(258i) Computationally Efficient CFD Simulations With Detailed Free-Radical Mechanisms
AIChE Annual Meeting
2013
2013 AIChE Annual Meeting
Engineering Sciences and Fundamentals
Mixing and Reactive Flows
Tuesday, November 5, 2013 - 10:30am to 10:45am
Chemical engineers are continuously trying to increase process efficiency to increase process throughput and profitability while lowering environmental cost. One such example is the replacement of conventional tubular reactors by more advanced three-dimensional reactor configurations in steam cracking units such as the patented Swirl Flow Tube of Technip or the MERT technology of Kubota. By means of improved heat transfer, the reactor metal temperatures and the corresponding coke formation on the reactor inner wall decreases, which enables longer process operation and/or higher throughput [1]. To assess the effect of the geometry of these three-dimensional reactor configurations on product yields and coke formation, a three-dimensional reactor model is necessary. Furthermore, to accurately describe the chemical kinetics over a wide range of process conditions and feedstocks, a detailed microkinetic model is required. Only these microkinetic models capture the essential chemistry and allow prediction of the effect of reactor geometry on product yields.
The incorporation of these detailed kinetic models within complex computational fluid dynamics (CFD) simulations requires extremely long CPU times [2]. The reason is twofold. First, every species in the reaction network adds an extra continuity equation that needs to be integrated. Second, the large differences in the species time scales due to the distinct reactivity of molecules and radicals makes the resulting system inherently stiff. To alleviate the computational burden while retaining the accuracy of detailed kinetic models, different methodologies have been developed and evaluated [3-7]. In chemical reaction engineering the quasi-steady-state approximation (QSSA) is often applied [8, 9]. The applicability of QSSA on steam cracking kinetics has been validated previously using a 1D plug flow reactor model [9]. It allows to obtain the radical species’ concentrations from a set of algebraic equations, greatly reducing stiffness and computational time.
In the present contribution, QSSA is applied in three-dimensional simulations of steam cracking reactors. The implemented reaction mechanisms contain over 50 species and a few hundred reactions. The Navier-Stokes equations, turbulence equations, energy equation and molecular species’ continuity equations are solved using the commercial FLUENT/13.0 software. The radical concentrations are determined from algebraic equations by application of QSSA outside the main FLUENT solver. This reduces both the number of continuity equations and stiffness, yielding a speed-up of up to a factor 5. First, the approach is validated by comparison to reference simulations, i.e. without QSSA, for reaction networks of different sizes and complexity. Next industrial steam cracking reactors with a three-dimensional configuration are simulated and compared with conventional tubular reactors in terms of product yields and coking tendency. The advantages and disadvantages of using three-dimensional reactor configurations instead of conventional tubular reactors are discussed.
ACKNOWLEDGMENTS
CMS acknowledges financial support from a doctoral fellowship from the Fund for Scientific Research Flanders (FWO). The authors also acknowledge the financial support from the Long Term Structural Methusalem Funding by the Flemish Government – grant number BOF09/01M00409. The computational work was carried out using the STEVIN Supercomputer Infrastructure at Ghent University, funded by Ghent University, the Flemish Supercomputer Center (VSC), the Hercules Foundation and the Flemish Government – department EWI.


* **EXERCISE**
Reproduce the full listing below exactly. Do not include the pictures.

* **GIVEN RECORDS**
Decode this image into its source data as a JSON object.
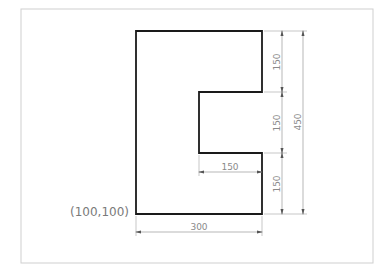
{
  "drawing": {
    "frame": {
      "x": 21,
      "y": 9,
      "width": 352,
      "height": 254,
      "stroke": "#cfcfcf"
    },
    "shape": {
      "description": "C-shaped polygon (rectangle with notch on right side)",
      "stroke": "#1a1a1a",
      "points": [
        [
          136,
          31
        ],
        [
          262,
          31
        ],
        [
          262,
          92
        ],
        [
          199,
          92
        ],
        [
          199,
          153
        ],
        [
          262,
          153
        ],
        [
          262,
          214
        ],
        [
          136,
          214
        ]
      ]
    },
    "origin_label": "(100,100)",
    "dimensions": {
      "top_segment": "150",
      "middle_segment": "150",
      "bottom_segment": "150",
      "total_height": "450",
      "notch_depth": "150",
      "base_width": "300"
    },
    "colors": {
      "dimension_line": "#9a9a9a",
      "dimension_text": "#8a8a8a",
      "shape_outline": "#1a1a1a"
    }
  }
}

* **RESULT OF THE EXERCISE**
Decode this image into its source data as a JSON object.
{
  "drawing": {
    "frame": {
      "x": 21,
      "y": 9,
      "width": 352,
      "height": 254,
      "stroke": "#cfcfcf"
    },
    "shape": {
      "description": "C-shaped polygon (rectangle with notch on right side)",
      "stroke": "#1a1a1a",
      "points": [
        [
          136,
          31
        ],
        [
          262,
          31
        ],
        [
          262,
          92
        ],
        [
          199,
          92
        ],
        [
          199,
          153
        ],
        [
          262,
          153
        ],
        [
          262,
          214
        ],
        [
          136,
          214
        ]
      ]
    },
    "origin_label": "(100,100)",
    "dimensions": {
      "top_segment": "150",
      "middle_segment": "150",
      "bottom_segment": "150",
      "total_height": "450",
      "notch_depth": "150",
      "base_width": "300"
    },
    "colors": {
      "dimension_line": "#9a9a9a",
      "dimension_text": "#8a8a8a",
      "shape_outline": "#1a1a1a"
    }
  }
}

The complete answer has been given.